Giuseppe Terragni, Novocomum (1928-1929)
Commissioned in 1927, Novocomum is a residential building designed by the architect Giuseppe Terragni and erected (1929-1930) outside the city centre of Como. Thanks to its geometric appearance, based on joint volumes matching together, it is considered the first example of the architectural Rationalism. Five floors high and built on a trapezoidal parcel (section of land), it hosted offices and apartments in a modern structure of reinforced concrete, glass and iron. In order to highlight the linear identity of the building, Terragni decided to use different shades: hazel and yellow for the facades, orange for the recesses of the structure and the windows and blue for the balcony railings, while the supporting parts were left in concrete. The building was immediately popular, and its plaster scale model was exhibited in Rome in 1928 and 1930 at the Esposizione Italiana dell’Architettura Razionale. It was not universally popular, however, and there were those who sought who discredit the building, nicknaming it 'transatlantico' (transatlantic) on account of its unusual ocean liner look. After WWII, Novocomum was restored by Luigi Zuccoli who completely transformed it, substituting its coloured surfaces with mosaic tiles. A more recent restoration intervention attempted to give the building back its original shades.
A New Theorization of the Relationship Between Subjectivity and Objectivity
The Rationalization of Aesthetics: the Straight Line
While Muzio’s Ca’ Brutta can be considered a manifesto of the architectural Novecento, Novocomum (1928-1929), designed by Giuseppe Terragni, is the symbol of Rationalism. The first was erected in the centre of Milan, the second in a peripheral area of Como, not far from the Cosia River and Lake Como. Together, these two residential buildings represent a huge architectural and aesthetic change: they are two focal points of modern, urban architecture within the same region. Built over the course of two years, Novocomum was a controversial structure from the outset: criticised and glorified at the same time, it has become a symbol of modernity. The architect Giuseppe Pagano, as one of Terragni’s strongest supporters, sustained that he was able to design the ‘house of the future’.
Externally, Novocomum is a modern composition of geometric shapes intersecting each other: it is a parallelepiped of reinforced concrete lightened by full and empty spaces that jutting out and drawing back from the facades. The glass cylinders embedded at the corners, where Terragni placed the staircases, soften the building’s connection between inside and outside, and between the facade and the sides. Dominated by contrasting spaces and lighting, colour and materials play a significant role too. The external innovation, though, contrasts with the interior, which is shaped according to a conventional ‘intensive housing’ outline: hinged along a central axis (a long corridor that goes through the entire length of the building), all the apartment units differ from each other, having thus different light, space and view conditions.
Ultimately, the building is a contradictory combination of a futuristic perspective and a traditional residential structure. It is the embodiment of the aesthetic principles that will become so common in Terragni’s following works, being a volumetric composition where the geometric pattern is the basic module of the entire planning. But while Casa del Fascio and Danteum were politically representative public places, ‘houses’ for power, Novocomum is the first design which addresses a private sphere that was particularly significant during the Fascist era: that of the family. This model can be thus considered a milestone in the architect’s career, as it was to be remembered, repeated and then amplified on a major scale within the planning of the neighbourhood of Rebbio. As the first and iconic sample of a ‘new architecture’, representative of the regime, Novocomum is a complex building, the context of which is now more difficult to understand because of its restoration and the subsequent urbanisation of the area of Como in which it is located. There is, however, a motif connecting its presence over the years, giving the building a striking ‘authority’: an impressive predominant linearity that goes from the flat roof to the metallic profiles of the balconies, from the triangular flights of stairs to the series of windows. A combination of circles, triangles and lines that ultimately represents multiple key moments: it is the official beginning of the Italian Rationalism, a new architectural chapter wholly detached from Liberty and all the other revivals; it was the first step in Terragni’s career and, from another point of view, it represents the political appropriation of an aesthetic code.
Ciucci, Giorgio (ed.). 1996. Giuseppe Terragni 1904-1943. Milan: Electa.
Marcianò, Ada Francesca. 2008. Giuseppe Terragni. Opera completa 1925-1943. Rome: Officina edizioni.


Task details: From the records that follow, return exactly the lines beginning at the one that contains "Annotate this image: element" and ending at the one that contains "Output each element", pictures left out.
########################################
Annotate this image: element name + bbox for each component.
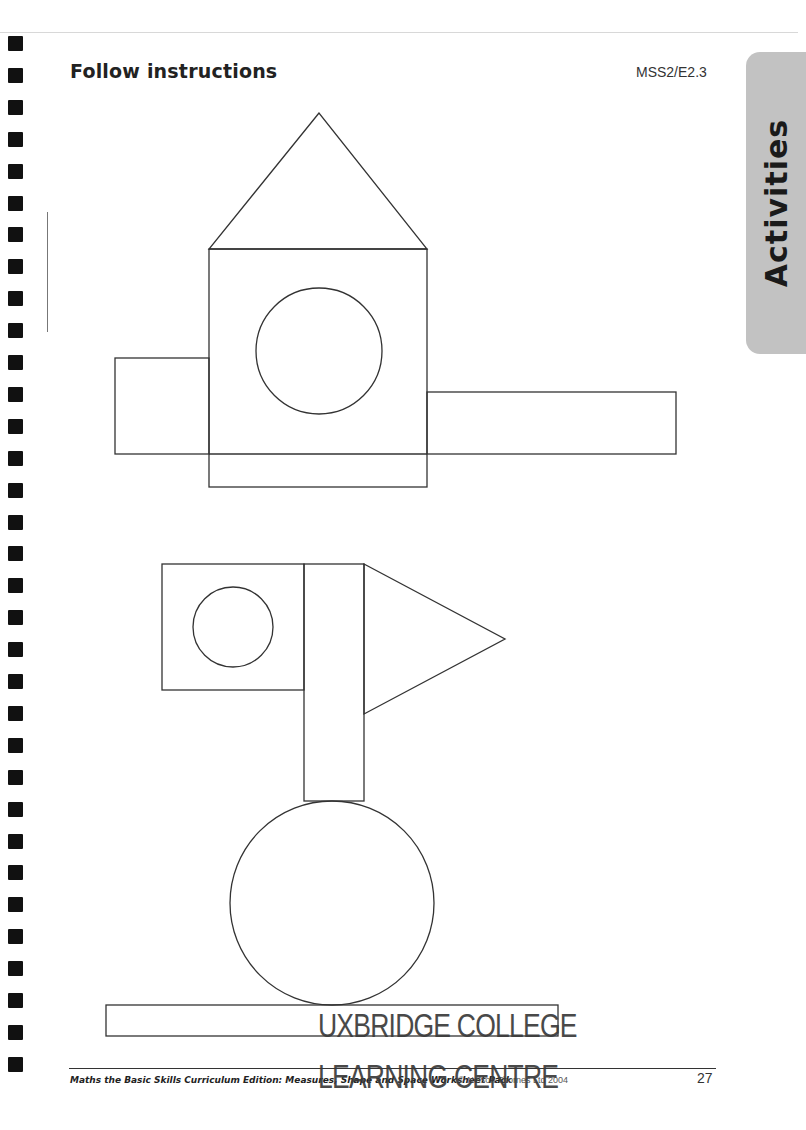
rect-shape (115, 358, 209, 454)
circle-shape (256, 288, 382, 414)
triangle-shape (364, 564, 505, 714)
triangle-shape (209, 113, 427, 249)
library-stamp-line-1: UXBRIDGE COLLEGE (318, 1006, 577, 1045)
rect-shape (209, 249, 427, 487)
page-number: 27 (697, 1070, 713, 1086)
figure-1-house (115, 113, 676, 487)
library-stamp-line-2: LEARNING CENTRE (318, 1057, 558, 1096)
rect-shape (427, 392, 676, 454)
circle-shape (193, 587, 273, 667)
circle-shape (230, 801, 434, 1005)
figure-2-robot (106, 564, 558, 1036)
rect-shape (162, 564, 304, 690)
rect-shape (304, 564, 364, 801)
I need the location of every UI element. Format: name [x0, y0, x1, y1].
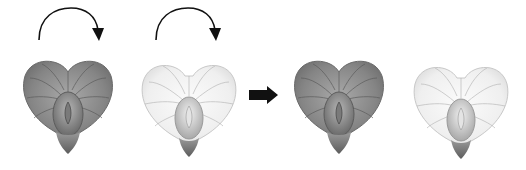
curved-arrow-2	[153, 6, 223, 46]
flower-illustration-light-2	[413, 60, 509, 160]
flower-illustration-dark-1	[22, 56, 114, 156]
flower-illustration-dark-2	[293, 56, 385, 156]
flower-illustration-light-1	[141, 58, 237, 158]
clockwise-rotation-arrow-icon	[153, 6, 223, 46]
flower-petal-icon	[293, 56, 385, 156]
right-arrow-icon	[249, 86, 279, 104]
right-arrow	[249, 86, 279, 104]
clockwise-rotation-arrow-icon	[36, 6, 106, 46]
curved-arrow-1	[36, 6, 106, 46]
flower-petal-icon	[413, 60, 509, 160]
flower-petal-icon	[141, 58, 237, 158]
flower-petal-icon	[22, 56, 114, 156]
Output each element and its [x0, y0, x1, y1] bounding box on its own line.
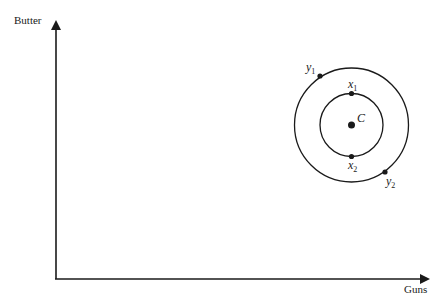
########################################
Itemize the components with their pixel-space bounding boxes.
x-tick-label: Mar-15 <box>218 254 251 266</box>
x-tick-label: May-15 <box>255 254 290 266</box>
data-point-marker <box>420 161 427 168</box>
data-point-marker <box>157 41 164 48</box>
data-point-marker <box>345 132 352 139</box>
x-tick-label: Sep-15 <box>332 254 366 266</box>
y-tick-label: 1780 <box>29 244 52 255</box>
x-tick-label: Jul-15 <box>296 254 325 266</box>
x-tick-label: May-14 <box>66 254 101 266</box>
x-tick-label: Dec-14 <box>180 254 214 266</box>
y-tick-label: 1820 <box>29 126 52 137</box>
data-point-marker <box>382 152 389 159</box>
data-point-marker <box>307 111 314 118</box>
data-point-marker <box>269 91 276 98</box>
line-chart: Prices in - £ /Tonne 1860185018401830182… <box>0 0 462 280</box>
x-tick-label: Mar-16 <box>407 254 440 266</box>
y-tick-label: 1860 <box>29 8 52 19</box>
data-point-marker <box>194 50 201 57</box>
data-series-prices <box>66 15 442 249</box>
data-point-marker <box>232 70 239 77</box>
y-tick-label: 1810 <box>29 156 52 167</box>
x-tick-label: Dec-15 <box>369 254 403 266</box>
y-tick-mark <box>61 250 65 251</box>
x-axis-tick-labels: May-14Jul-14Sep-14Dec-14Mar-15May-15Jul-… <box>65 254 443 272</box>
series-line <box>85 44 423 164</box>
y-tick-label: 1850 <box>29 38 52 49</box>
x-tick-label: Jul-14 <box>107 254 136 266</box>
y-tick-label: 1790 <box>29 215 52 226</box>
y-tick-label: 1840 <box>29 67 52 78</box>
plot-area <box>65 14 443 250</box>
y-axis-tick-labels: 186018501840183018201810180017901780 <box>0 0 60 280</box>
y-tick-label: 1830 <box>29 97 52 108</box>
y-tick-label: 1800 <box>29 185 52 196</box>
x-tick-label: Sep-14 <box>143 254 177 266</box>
########################################
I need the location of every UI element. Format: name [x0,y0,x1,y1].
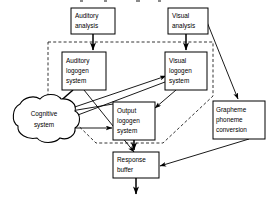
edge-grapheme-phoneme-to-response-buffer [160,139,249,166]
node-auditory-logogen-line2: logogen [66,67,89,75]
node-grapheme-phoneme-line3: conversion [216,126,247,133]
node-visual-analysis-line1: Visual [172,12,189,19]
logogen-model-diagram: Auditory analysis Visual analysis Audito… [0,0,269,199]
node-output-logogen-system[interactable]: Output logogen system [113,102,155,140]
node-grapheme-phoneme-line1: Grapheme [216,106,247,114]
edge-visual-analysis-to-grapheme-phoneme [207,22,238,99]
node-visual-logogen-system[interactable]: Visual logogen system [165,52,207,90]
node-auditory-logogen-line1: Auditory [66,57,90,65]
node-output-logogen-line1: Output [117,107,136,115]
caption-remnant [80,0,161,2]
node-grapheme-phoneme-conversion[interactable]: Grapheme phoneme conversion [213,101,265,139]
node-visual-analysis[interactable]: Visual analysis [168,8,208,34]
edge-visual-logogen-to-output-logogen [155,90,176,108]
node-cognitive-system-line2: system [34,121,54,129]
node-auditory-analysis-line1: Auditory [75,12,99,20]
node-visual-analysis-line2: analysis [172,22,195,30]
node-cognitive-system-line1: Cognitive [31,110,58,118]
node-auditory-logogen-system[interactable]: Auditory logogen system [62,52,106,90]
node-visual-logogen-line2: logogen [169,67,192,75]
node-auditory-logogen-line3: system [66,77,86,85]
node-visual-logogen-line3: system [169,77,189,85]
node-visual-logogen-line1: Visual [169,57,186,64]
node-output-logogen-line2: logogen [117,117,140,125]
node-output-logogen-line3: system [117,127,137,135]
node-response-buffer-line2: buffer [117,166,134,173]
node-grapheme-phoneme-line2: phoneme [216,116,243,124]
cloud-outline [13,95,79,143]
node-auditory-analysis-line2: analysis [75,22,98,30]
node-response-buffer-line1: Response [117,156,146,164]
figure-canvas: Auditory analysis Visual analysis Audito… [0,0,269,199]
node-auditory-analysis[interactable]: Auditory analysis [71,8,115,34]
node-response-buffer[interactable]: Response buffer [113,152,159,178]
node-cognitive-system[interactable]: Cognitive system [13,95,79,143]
########################################
Response:
Annotate this image: element name + bbox for each component.
rect-shape (115, 358, 209, 454)
circle-shape (256, 288, 382, 414)
triangle-shape (364, 564, 505, 714)
triangle-shape (209, 113, 427, 249)
library-stamp-line-1: UXBRIDGE COLLEGE (318, 1006, 577, 1045)
rect-shape (209, 249, 427, 487)
page-number: 27 (697, 1070, 713, 1086)
figure-1-house (115, 113, 676, 487)
library-stamp-line-2: LEARNING CENTRE (318, 1057, 558, 1096)
rect-shape (427, 392, 676, 454)
circle-shape (193, 587, 273, 667)
circle-shape (230, 801, 434, 1005)
figure-2-robot (106, 564, 558, 1036)
rect-shape (162, 564, 304, 690)
rect-shape (304, 564, 364, 801)
I need the location of every UI element. Format: name [x0, y0, x1, y1].
curved-arrow-2	[153, 6, 223, 46]
flower-illustration-light-2	[413, 60, 509, 160]
flower-illustration-dark-1	[22, 56, 114, 156]
flower-illustration-dark-2	[293, 56, 385, 156]
flower-illustration-light-1	[141, 58, 237, 158]
clockwise-rotation-arrow-icon	[153, 6, 223, 46]
flower-petal-icon	[293, 56, 385, 156]
right-arrow-icon	[249, 86, 279, 104]
right-arrow	[249, 86, 279, 104]
clockwise-rotation-arrow-icon	[36, 6, 106, 46]
curved-arrow-1	[36, 6, 106, 46]
flower-petal-icon	[413, 60, 509, 160]
flower-petal-icon	[141, 58, 237, 158]
flower-petal-icon	[22, 56, 114, 156]
Output each element and its [x0, y0, x1, y1] bounding box on its own line.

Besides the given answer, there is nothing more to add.